Others think this is unlikely, but it probably isn’t worth leaving any room for risk, given the possible consequences.

Stephen Cave, Executive Director of the Leverhulme Centre for the Future of Intelligence at the University of Cambridge, and an expert in AI, has written of the need to know how to ‘turn off’ AI if necessary, writing that ‘any reasonably intelligent system will seek a method to disable the off button – we have to keep one step ahead of it’.

So how are humans going to control AI to ensure it doesn’t become self-aware and perhaps choose to eradicate us, as it did in Terminator?

Cave argues that we’ll “need experts to define explicitly in each setting (whether for medical robots in hospitals or tax robots in a future HMRC) precisely what the moral code is in that environment”.

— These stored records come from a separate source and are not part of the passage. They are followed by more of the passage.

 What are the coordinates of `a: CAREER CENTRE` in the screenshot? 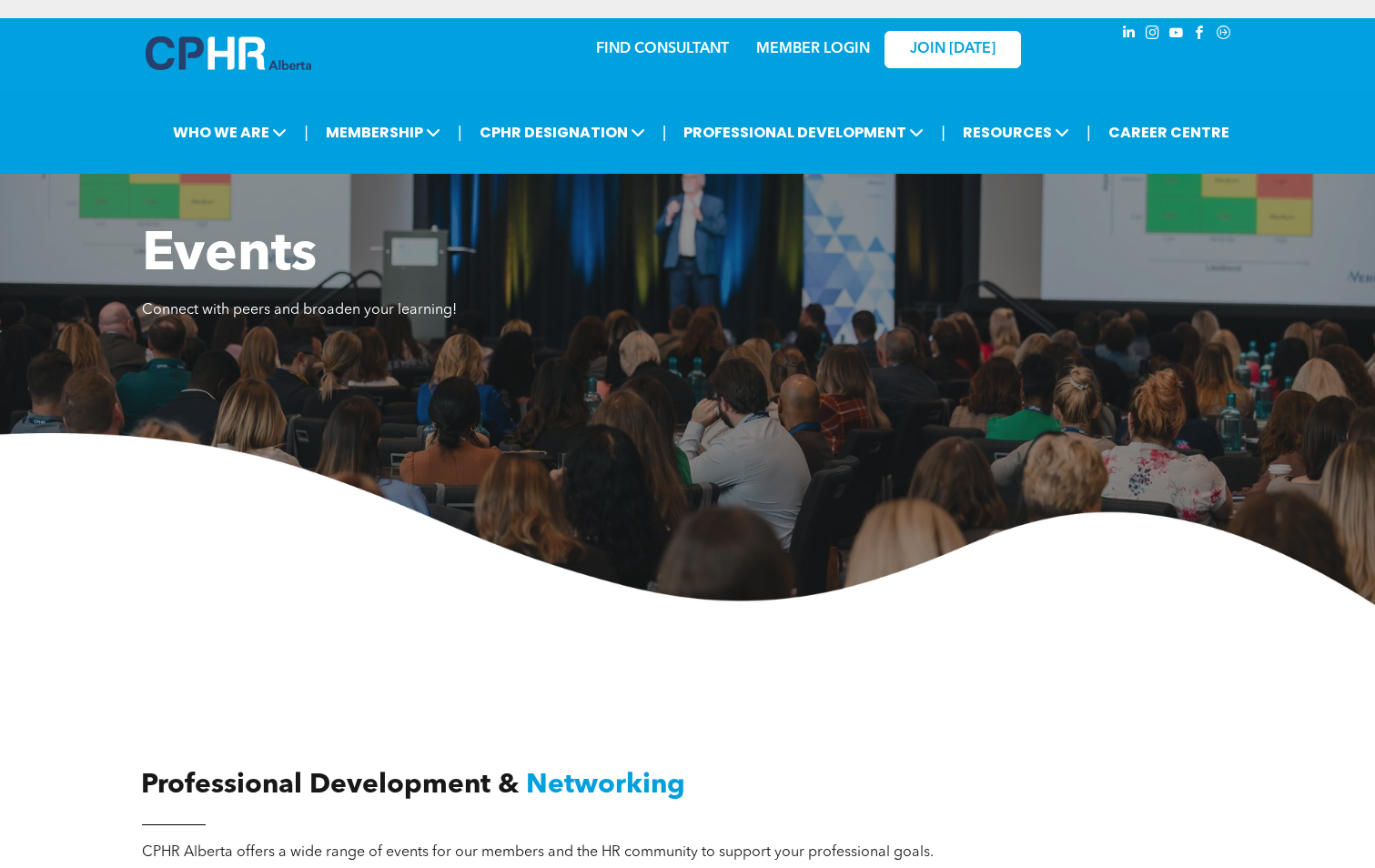 It's located at (1169, 132).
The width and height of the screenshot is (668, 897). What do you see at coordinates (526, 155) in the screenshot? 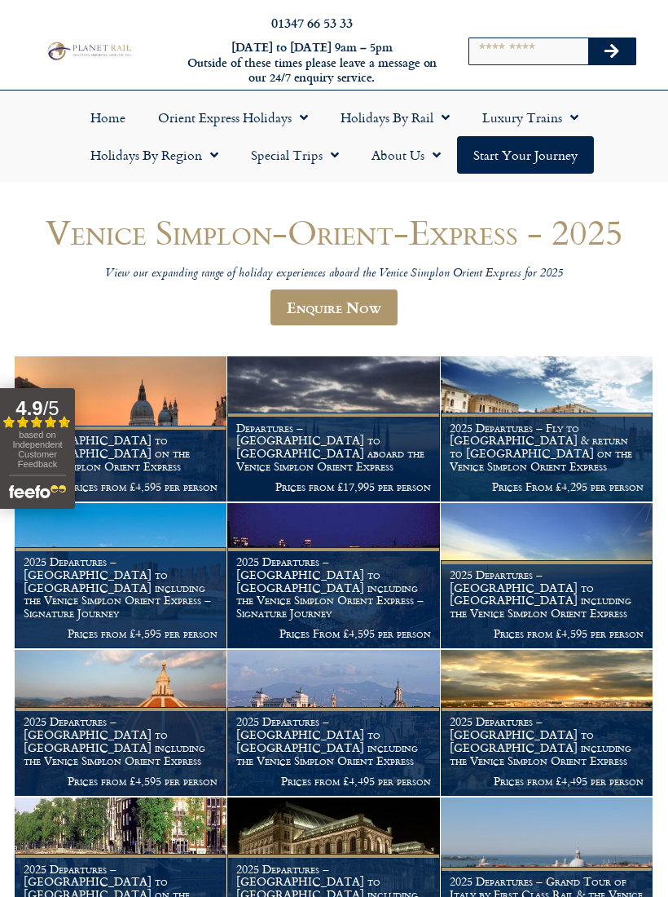
I see `a: Start your Journey` at bounding box center [526, 155].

The trouble is, 20 years from now, how would you control some 16-year-old genius who decides it’s a neat idea to build a super-intelligent robot with his friends online? Morality might be an irrelevant concept to a machine designed with only one aim in mind: to fulfil its desires. 

What legal protection will need to be in place to ensure AI isn’t misused?

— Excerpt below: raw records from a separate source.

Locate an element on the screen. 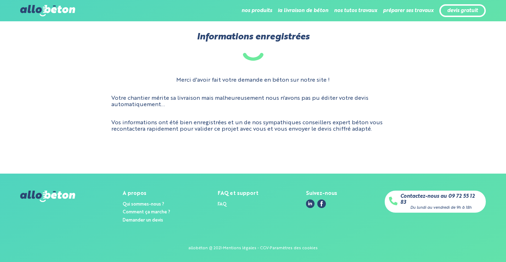 Image resolution: width=506 pixels, height=262 pixels. div: A propos is located at coordinates (146, 193).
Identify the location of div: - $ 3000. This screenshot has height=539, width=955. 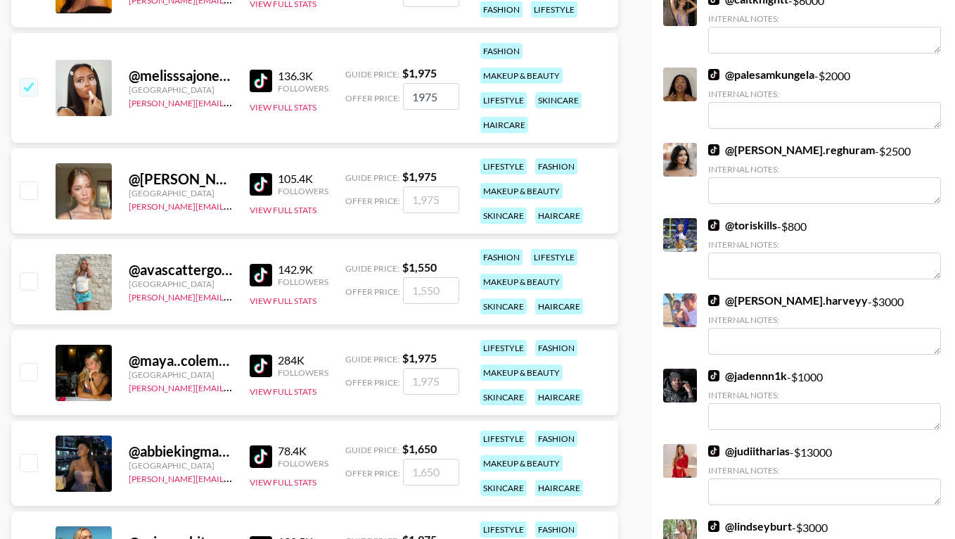
(825, 324).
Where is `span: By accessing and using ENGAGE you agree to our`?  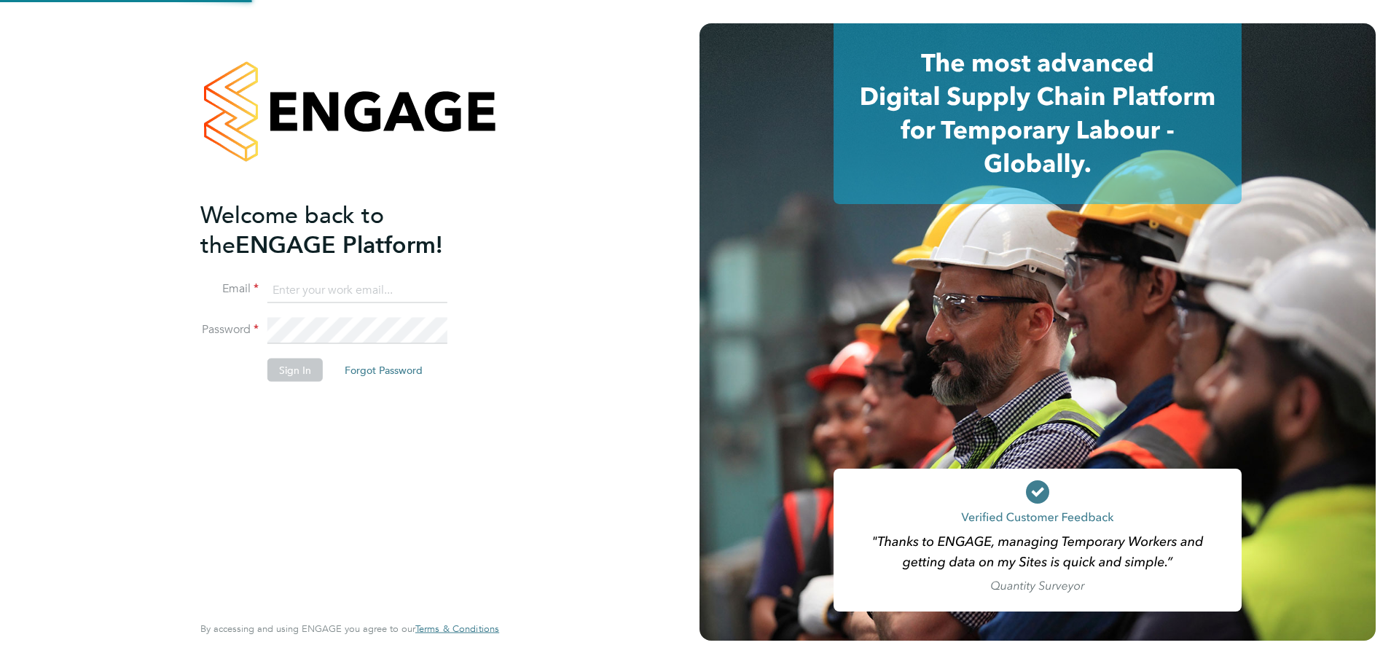 span: By accessing and using ENGAGE you agree to our is located at coordinates (350, 628).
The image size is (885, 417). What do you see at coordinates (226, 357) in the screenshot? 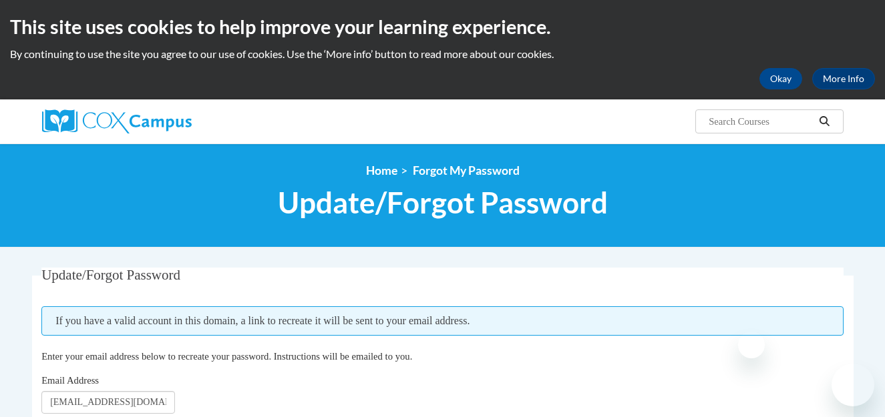
I see `span: Enter your email address below to recreate your password. Instructions will be emailed to you.` at bounding box center [226, 357].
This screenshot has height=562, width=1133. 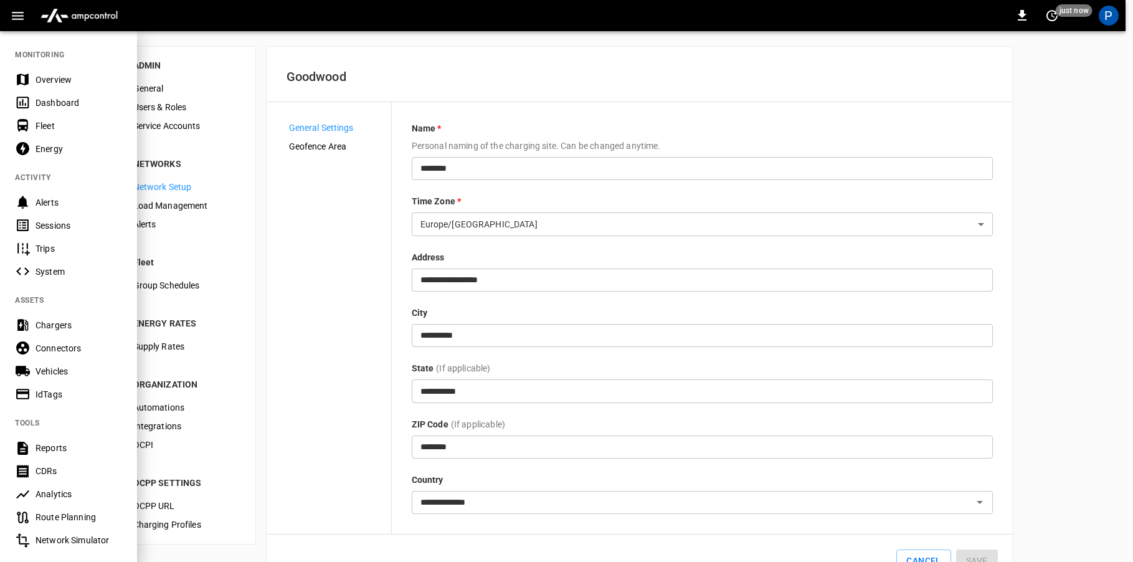 I want to click on div: Alerts, so click(x=78, y=202).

Shaun Lowde, Head of Technology at law firm Wiggin, explains the difficulties involved in regulating AI. “It’s complicated, not least because there isn’t an accepted understanding of what we mean by ‘artificial intelligence’ and it’s a concept that evolves all the time,” he explains. 

“In other areas, legislators have traditionally looked to regulate products, services and processes (that is, the potential causes of problems) and a lot of the legislation that we have operates on that basis. In the future, our legislators may need to pass legislation that focuses on outcomes instead, so we don’t focus on what artificial intelligence is, but on what it does, or could do. 

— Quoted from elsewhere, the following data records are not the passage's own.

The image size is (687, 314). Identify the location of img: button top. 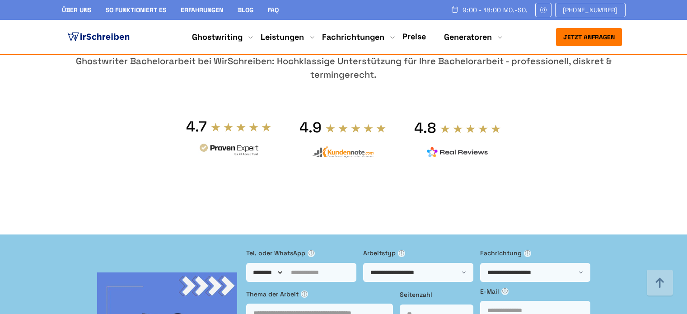
(660, 283).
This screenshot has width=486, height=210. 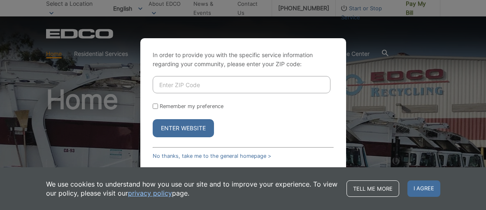 I want to click on p: In order to provide you with the specific service information regarding your community, please en..., so click(x=243, y=60).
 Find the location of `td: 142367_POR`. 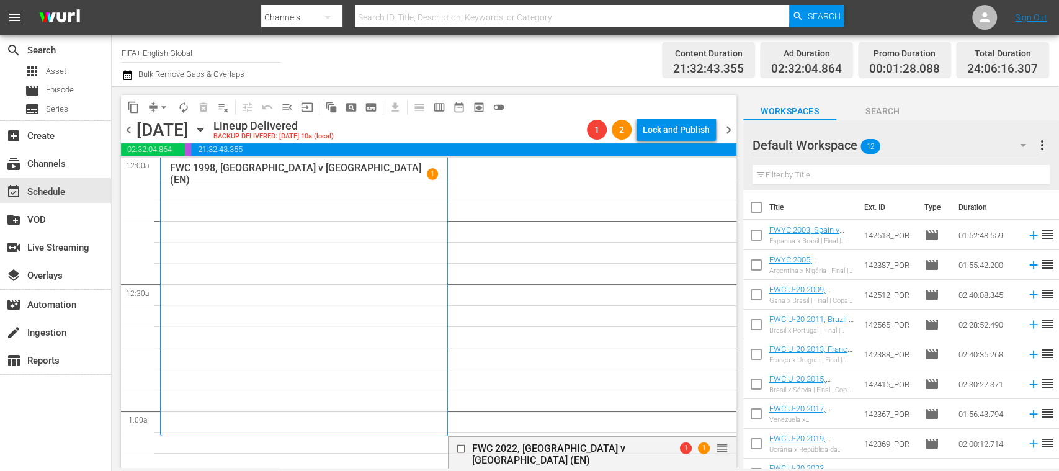

td: 142367_POR is located at coordinates (889, 414).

Lowde continues: “The real challenge lies not in pursuing companies who break the law, but in deciding what law they are breaking in the first place. Like the internet, artificial intelligence doesn’t respect nationality, and so we may have technologies that have no boundaries that are governed by laws that do. 

“We probably need to agree a common set of standards (outcomes that are universally accepted or rejected) and use that to drive our laws. Unfortunately, this is a process that’s fraught with difficulties and delay – as anyone who has followed the debates around international climate change treaties will attest.”

If I want to learn more about AI, what should I read?

A good introduction is Surviving AI by Calum Chace. Another book for your AI library is On Intelligence by Jeff Hawkins. Or if you want to learn more about how bots are going to steal your job, read The Rise of the Robots by Martin Ford. 

For those seeking a cerebral, philosophical view of the dangers and opportunities ahead, Nick Bostrom’s Superintelligence: Paths, Dangers, Strategies is essential reading.

So what can we conclude from all this?

You may find the whole subject of AI rather unsettling, but it’s vitally important that you learn more about it since it’s going to dramatically affect the future of mankind.

Where to put your money 

Here are some options for those wishing to invest in AI.

Ewan Markson-Brown is an Investment Manager for both the Baillie Gifford Pacific Fund and the Pacific Horizon Investment Trust. About a quarter of these funds are invested in Asian stocks outside Japan, which are investing in some form of AI. 

He considers that AI disruption is imminent, with the arrival of autonomous vehicles, and is impressed by Chinese internet firm Baidu, which comprises 3.7 per cent of his Pacific Fund. “Baidu’s autonomous vehicle, which it’s been working on since 2013, has already driven countless miles and successfully integrated into Beijing traffic,” he explains.

Seeing Machines, a small Australian company, offers AI expertise in machine vision. Its eye and face-tracking technology will be installed in the 2017 Cadillac CT6 and it’s working in the aviation and rail industries.

Google is working on developing general AI that learns just like a human brain and appears to be a good bet for the future in robotics and healthcare.